Johannesburg | 18 May 2026 — As the world marks IDAHOBIT — the International Day Against Homophobia, Biphobia, Interphobia and Transphobia this week — the SA LGBT+ Management Forum has released the 2026 South African Workplace Equality Index (SAWEI) National Report.
Africa’s only independently assessed LGBT+ inclusion benchmark documented that while some South African organisations have embraced visible LGBT+ inclusion policies, the everyday lived experience of LGBT+ people remains inconsistent.
Five years after the last SAWEI, the 2026 edition found that employers have made progress in areas such as anti-discrimination protections, Pride visibility, inclusive recruitment messaging and chosen-name systems. However, the report highlights persistent gaps in operational accountability, employee support and customer-facing systems.
“South Africa continues to present a profound contradiction,” said Forum spokesperson Teveshan Kuni-Erasmus. “We have some of the world’s strongest constitutional protections for LGBT+ people, yet many still experience exclusion, misgendering, unequal benefits, inadequate support services and inconsistent treatment across workplaces and institutions.”
The 2026 SAWEI framework marks a major evolution from previous cycles, assessing organisations across 110 independently validated indicators covering leadership, governance, recruitment, workplace culture, employee wellbeing, privacy systems, supplier diversity, customer experience and public visibility.
The result is no longer simply a workplace scorecard. It is a powerful systems-level assessment of how inclusion is experienced across the environments LGBT+ people interact with.
Among the report’s consequential findings was that organisations often cannot confirm whether their Employee Assistance Programme (EAP) providers were adequately equipped to support LGBT+ employees facing discrimination, family rejection, mental health challenges or identity-related stress.
The report also found that some organisations still treat LGBT+ inclusion as a seasonal or reputational exercise rather than embedding it into measurable leadership accountability and operational systems.
“The presence of policies alone does not equal inclusion,” said Kuni-Erasmus. “The real question is whether the systems people interact with every day actually work for LGBT+ individuals consistently, safely and with dignity — not only during Pride season, but throughout the year.”

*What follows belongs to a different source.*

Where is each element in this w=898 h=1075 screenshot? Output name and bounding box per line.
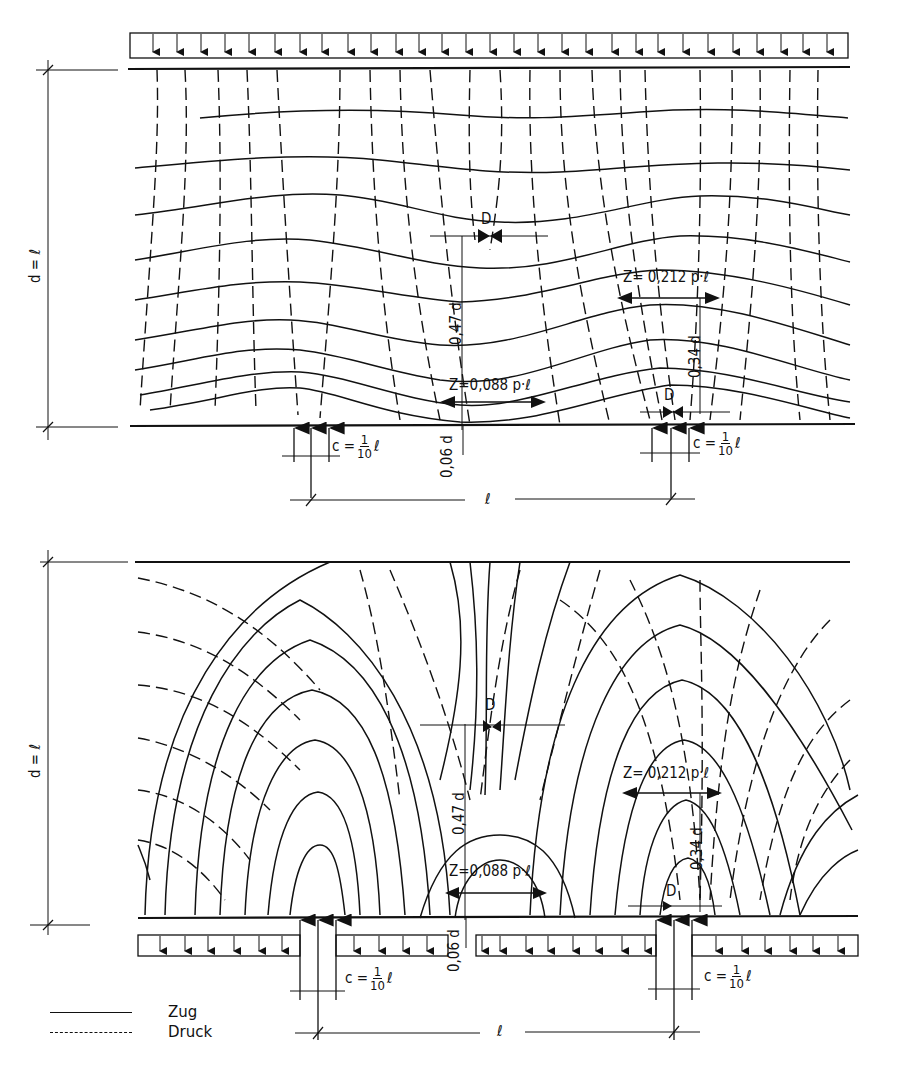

Only seven organisations completed validated submissions in the 2026 cycle, reflecting the framework’s far more rigorous assessment process compared to previous editions. “We see this not as declining relevance, but as evidence of a more demanding framework for organisations to complete,” explained Kuni-Erasmus.
Publicly recognised participants in 2026 included McKinsey & Company South Africa, Vodacom South Africa, PwC South Africa and Absa Group.
“Importantly, the report’s tone is developmental rather than punitive – it’s about how we can do better,” said Kuni-Erasmus. “Participating organisations are recognised for submitting themselves to independent scrutiny and contributing to a national benchmark designed to support improvement over time.”
The SA LGBT+ Management Forum said the report establishes a critical baseline for a five-year inclusion journey leading to 2030 and called on both the private and public sectors to strengthen implementation beyond policy commitments.